Extracted material:
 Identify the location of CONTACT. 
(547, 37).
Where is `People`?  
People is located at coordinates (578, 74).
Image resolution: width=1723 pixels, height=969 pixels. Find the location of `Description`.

==

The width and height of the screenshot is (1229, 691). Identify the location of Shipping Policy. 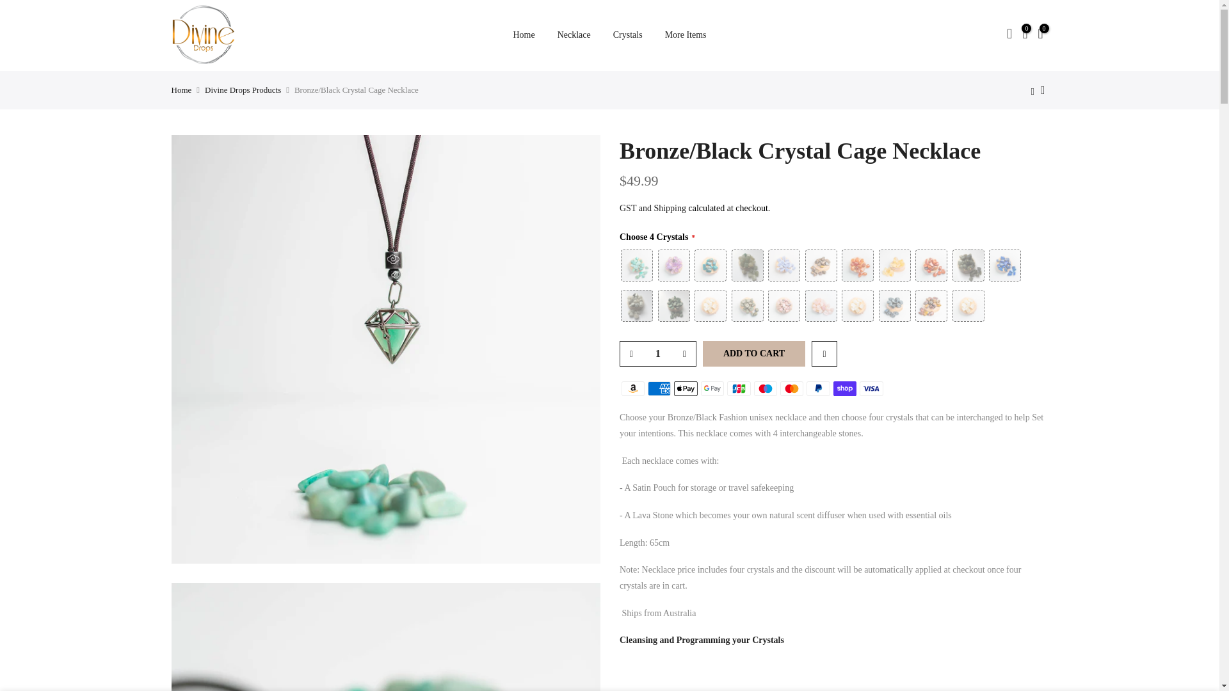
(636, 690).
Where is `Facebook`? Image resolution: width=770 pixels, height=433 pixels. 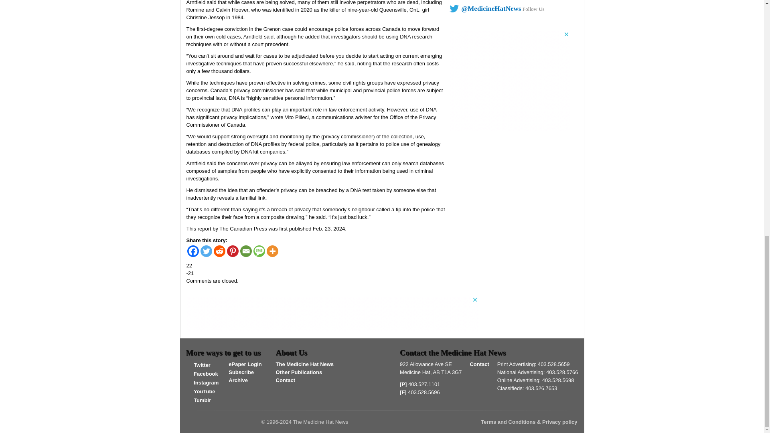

...

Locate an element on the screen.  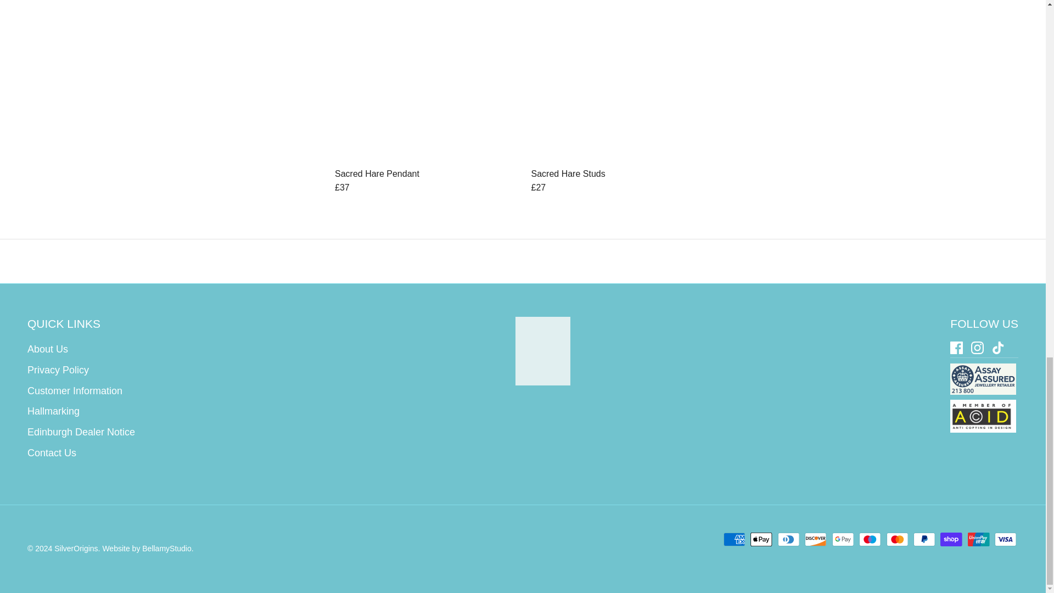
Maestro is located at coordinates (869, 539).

Task goal: Every line from the one with "The width and" through the one with "pixels, height=433 pixels." is to be reproduced exactly as written above, and the pictures are to be dropped.

The completed task:
The width and height of the screenshot is (1229, 691). Identify the location of Shipping Policy. 
(636, 690).
Where is `Facebook`? Image resolution: width=770 pixels, height=433 pixels. 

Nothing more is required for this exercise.